At first, their service impressed me. Adding books to their system was seamless, painless, and the finished product was of a higher quality than Amazon’s. I received my first couple of orders in various countries, and the service delivered the books to them without issue.
Until this week…
A reader of mine reached out to let me know that, seven weeks later, she had not received her book, and Books.By customer service had yet to resolve the issue. And that’s when things got WEIRD. She copied me on an email from their agent explaining that the reason she did not receive her book is that something had gone wrong with the interior file. Rather than say they would investigate the issue, they asked her to update the interior file.
Wait. What?!
Why would a book buyer have an interior file, or even access to edit one? It was the strangest, dumbest thing I had ever seen in my author career. I told my reader to cancel the order and get her money back, and I’ll be sending her a signed copy directly.
I understand that this was just one incident, but it’s a significant mistake. I no longer trust that their team will satisfactorily resolve customer issues as promised. Therefore, for the foreseeable future, I do not recommend purchasing from them until they resolve their issues.

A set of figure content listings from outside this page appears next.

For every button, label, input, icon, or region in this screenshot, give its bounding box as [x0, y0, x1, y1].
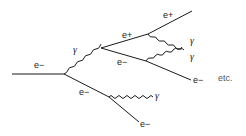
photon-wavy-lower — [109, 96, 153, 99]
label-photon-upper-2: γ — [190, 52, 194, 62]
label-photon-upper-1: γ — [190, 36, 194, 46]
label-positron-2: e+ — [163, 11, 173, 20]
photon-wavy-upper-1 — [148, 34, 184, 50]
label-incoming-electron: e− — [34, 61, 44, 70]
electron-line-right — [146, 61, 191, 80]
label-electron-right: e− — [193, 76, 203, 85]
label-first-photon: γ — [73, 45, 77, 55]
label-electron-pair: e− — [117, 58, 127, 67]
label-photon-lower: γ — [155, 91, 159, 101]
label-electron-bottom: e− — [140, 120, 150, 129]
electron-line-bottom — [109, 97, 139, 122]
label-etc: etc. — [218, 74, 233, 83]
label-positron-1: e+ — [122, 31, 132, 40]
label-electron-lower: e− — [79, 88, 89, 97]
photon-wavy-first — [64, 44, 101, 74]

I have a feeling AI was involved…
If you’re an author toying with signing up with them, I recommend waiting until they get their kinks figured out. If you’re looking to purchase paperback versions of my books, please visit Amazon.
Author Update
AAARGH! It’s Done! The Book is Done!
Today’s Roland Garros final between Janick Sinner and Carlos Alcaraz spoke to me. They slugged it out for five sets and five hours, and when Alcaraz finally won, he collapsed. That’s how I felt this week when I got the final sign-off on my latest novel, The Empress and Her Wolf. I felt like I could collapse from the release of stress and tension over getting this one over the finish line.
While it was not necessarily a physical endeavor under a hot Parisian sun, it was a slog. Four rounds with my editor later, including two full rewrites and one partial, I’m proud to say that the damn thing is finished. And you know what? I LOVE IT. It feels like a triumph. It’s so good, I might as well have won Roland Garros.

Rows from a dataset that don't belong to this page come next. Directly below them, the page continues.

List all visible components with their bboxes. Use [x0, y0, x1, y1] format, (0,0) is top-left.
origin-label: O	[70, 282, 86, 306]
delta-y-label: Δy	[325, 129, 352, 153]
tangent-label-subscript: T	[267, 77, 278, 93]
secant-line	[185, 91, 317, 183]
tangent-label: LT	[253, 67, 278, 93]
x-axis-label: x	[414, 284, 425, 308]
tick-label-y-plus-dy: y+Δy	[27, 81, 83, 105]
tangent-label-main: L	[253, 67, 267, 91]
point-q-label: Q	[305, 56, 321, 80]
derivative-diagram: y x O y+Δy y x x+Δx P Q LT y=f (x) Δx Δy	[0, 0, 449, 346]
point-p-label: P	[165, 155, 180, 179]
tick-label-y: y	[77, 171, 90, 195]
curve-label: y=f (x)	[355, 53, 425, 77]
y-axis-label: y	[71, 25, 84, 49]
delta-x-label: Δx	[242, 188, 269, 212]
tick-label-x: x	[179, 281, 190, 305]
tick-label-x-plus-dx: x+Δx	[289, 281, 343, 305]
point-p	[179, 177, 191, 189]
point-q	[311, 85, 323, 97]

Why do I feel this way, you might ask? Because I tried things in this one that I haven’t tried before. We have a noir-style murder mystery, a political conspiracy, and a torrid, ill-advised love affair with problematic power dynamics thrown in the mix. It’s a departure from the other Hastings novels in that it’s not purely adventure and warfare, although there’s plenty of that in there as well!
Don’t miss this thrilling next installment of the series, and pre-order it today on Kindle to have it delivered to your device on July 1st:
Book Recommendations
The Western Kingdom: The Birth of Cornwall
Blurb:
Cornwall has long held a mysterious allure to visitors. At once part of England and yet utterly foreign too.
This book is the first to explore the true origins, free from Arthurian mythology, of this dichotomy. Just how did a kingdom of native Romano-Britons hold out against the expanding power of the Saxon Kings of Wessex and eventually secure their language, culture and heritage into the modern day?
The answer is a tale that combines brutal warfare with cunning diplomacy and trade as it winds from the 4th century to 1066 and beyond, and one that shouts from the distant past 'Kernow bys Vyken' – Cornwall Forever.